General Discussion
In reply to the discussion: how did the older posters here avoid being radicalized by Faux and AM hate radio? [View all]karynnj
(60,984 posts)I think this might well be true for most of the older people here.
I think the main attraction for many people to Rush Limbaugh etc was that he validated their ideas, which was something people in real life around them didn't. I listened - almost like watching a car wreck - and quickly saw that after he spewed his preprogrammed lies - that were then echoed on Fox and by other talk radio, he opened the lines and people proposed really stupid solutions. His response was always something validating the idea and praising the caller for his (occasionally her) unusual perceptions.
The people he seemed to elevate were non college educated, angry, white men.
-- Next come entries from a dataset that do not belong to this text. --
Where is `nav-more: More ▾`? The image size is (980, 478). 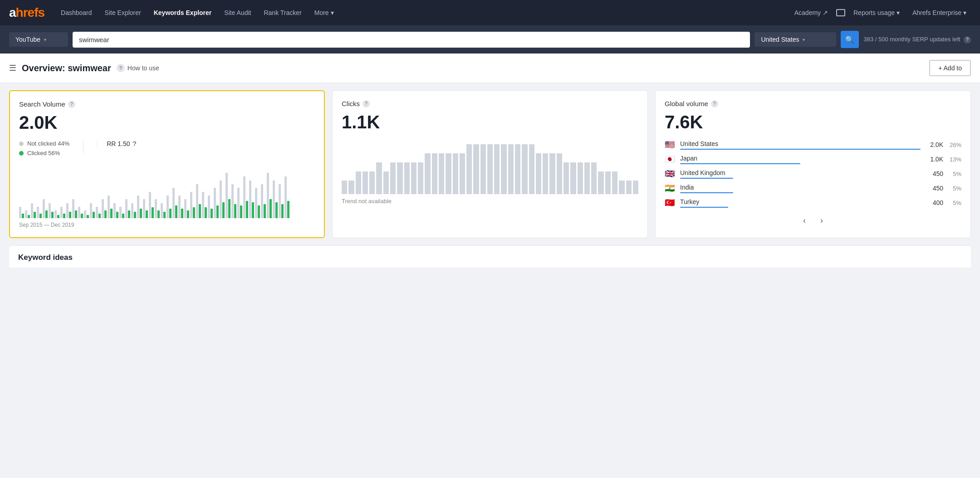 nav-more: More ▾ is located at coordinates (324, 13).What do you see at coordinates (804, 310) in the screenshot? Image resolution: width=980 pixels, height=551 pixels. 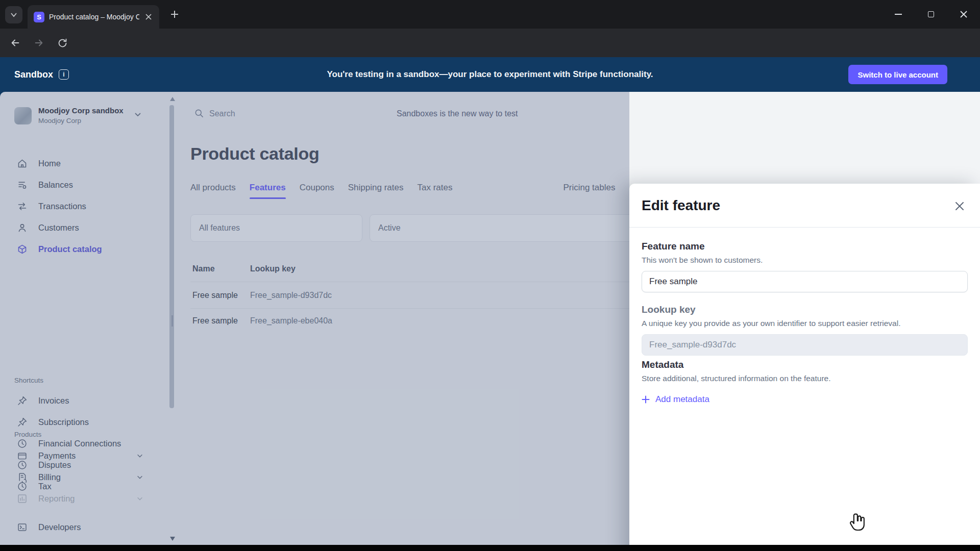 I see `lookup-key-label: Lookup key` at bounding box center [804, 310].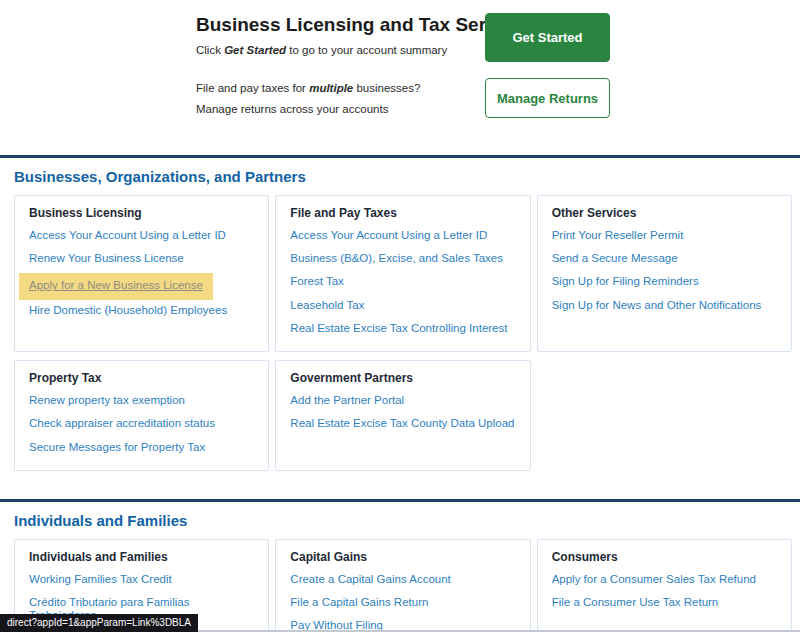 Image resolution: width=800 pixels, height=632 pixels. Describe the element at coordinates (402, 580) in the screenshot. I see `link-create-capital-gains-account: Create a Capital Gains Account` at that location.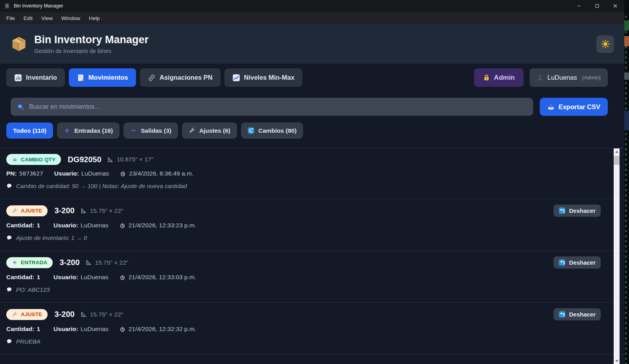  I want to click on export-icon, so click(551, 107).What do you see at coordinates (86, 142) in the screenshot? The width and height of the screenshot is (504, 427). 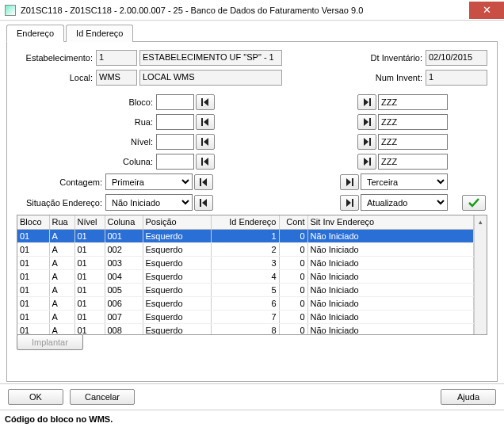 I see `label-nivel: Nível:` at bounding box center [86, 142].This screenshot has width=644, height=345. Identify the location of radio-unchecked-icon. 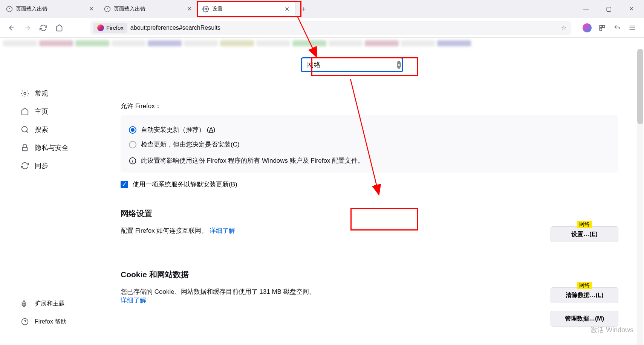
(133, 145).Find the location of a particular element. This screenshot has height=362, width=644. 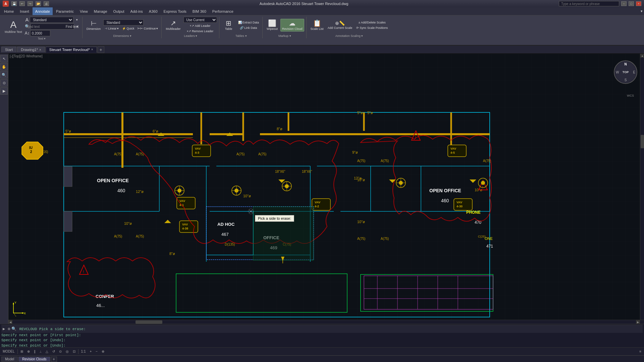

scale-list-label: Scale List is located at coordinates (317, 29).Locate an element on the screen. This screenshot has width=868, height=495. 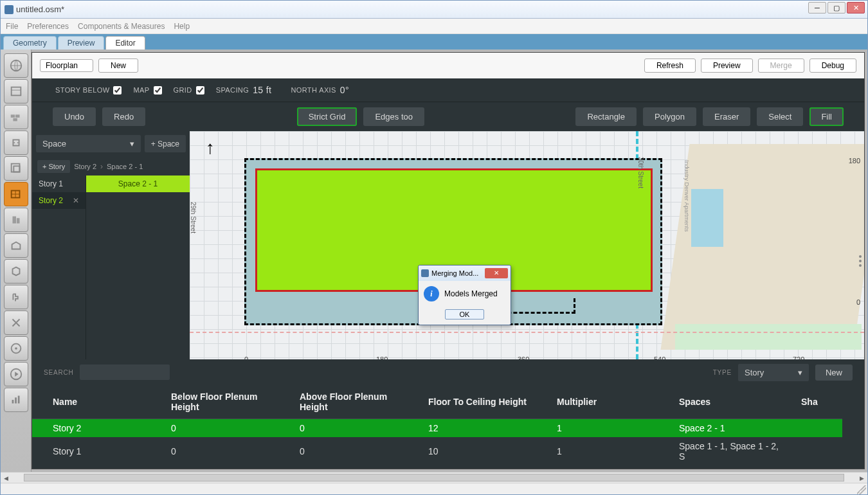
type-label: TYPE is located at coordinates (723, 373).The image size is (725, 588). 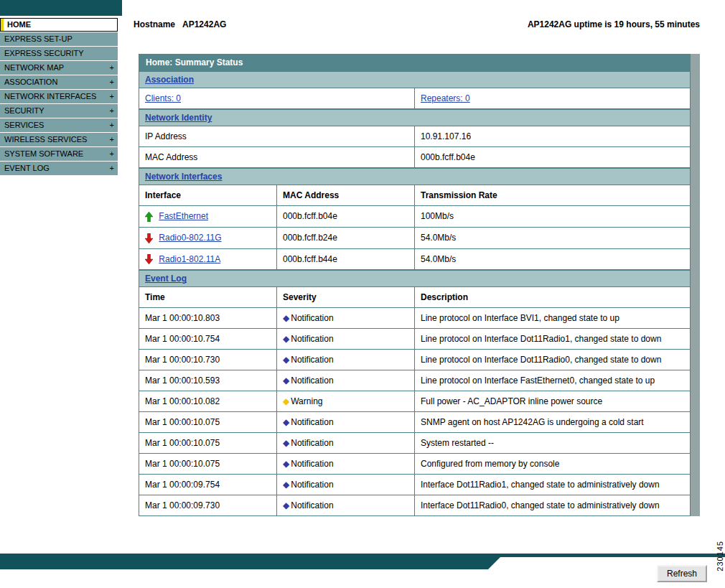 What do you see at coordinates (208, 297) in the screenshot?
I see `time-column-header: Time` at bounding box center [208, 297].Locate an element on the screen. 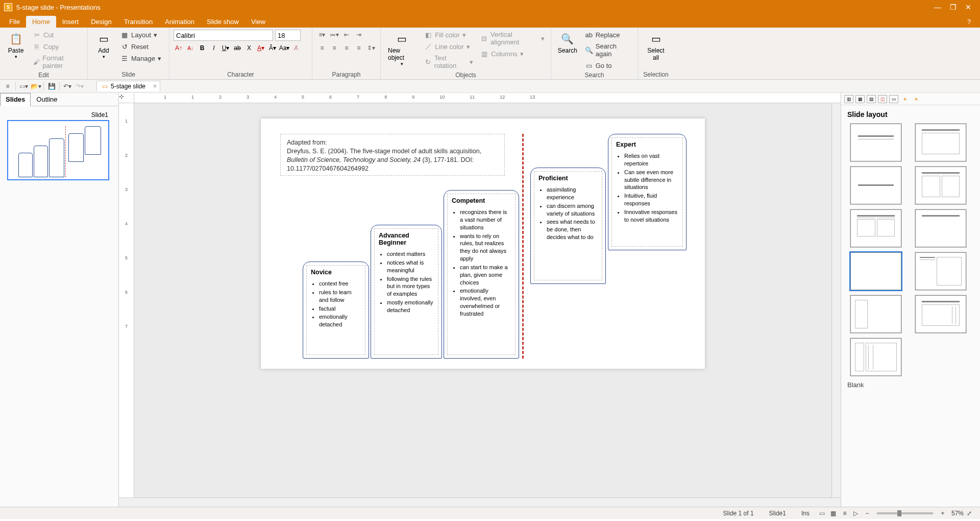 The image size is (980, 521). grow-font-button: A↑ is located at coordinates (179, 48).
Even if my education had not made me see his views as intentionally misleading propaganda, I would have had a hard time becoming a follower as I was a college educated, STEM woman in a job that a generation earlier would have gone to a white guy - one of the stereotypes he attacked.
A quick summary - I was validated for who I was in real life and implicitly attacked by RL - thus, even if he were not totally obnoxious, I would not feel "part of that bubble". (My bubbles were places like my friends and family, my work group at ATT or Bell Labs, my synagogue, and later the John Kerry group at DU. )
Many of the RL listeners were not successful in real life as good paying jobs available for non college educated men were less available. (Oddly RL attacked unions which had created and were preserving some of those jobs that had a middle class or at least lower middle class salary.) They were, however, RL validated blaming others - women, blacks, immigrants, Democrats etc - as the cause for their lack of success.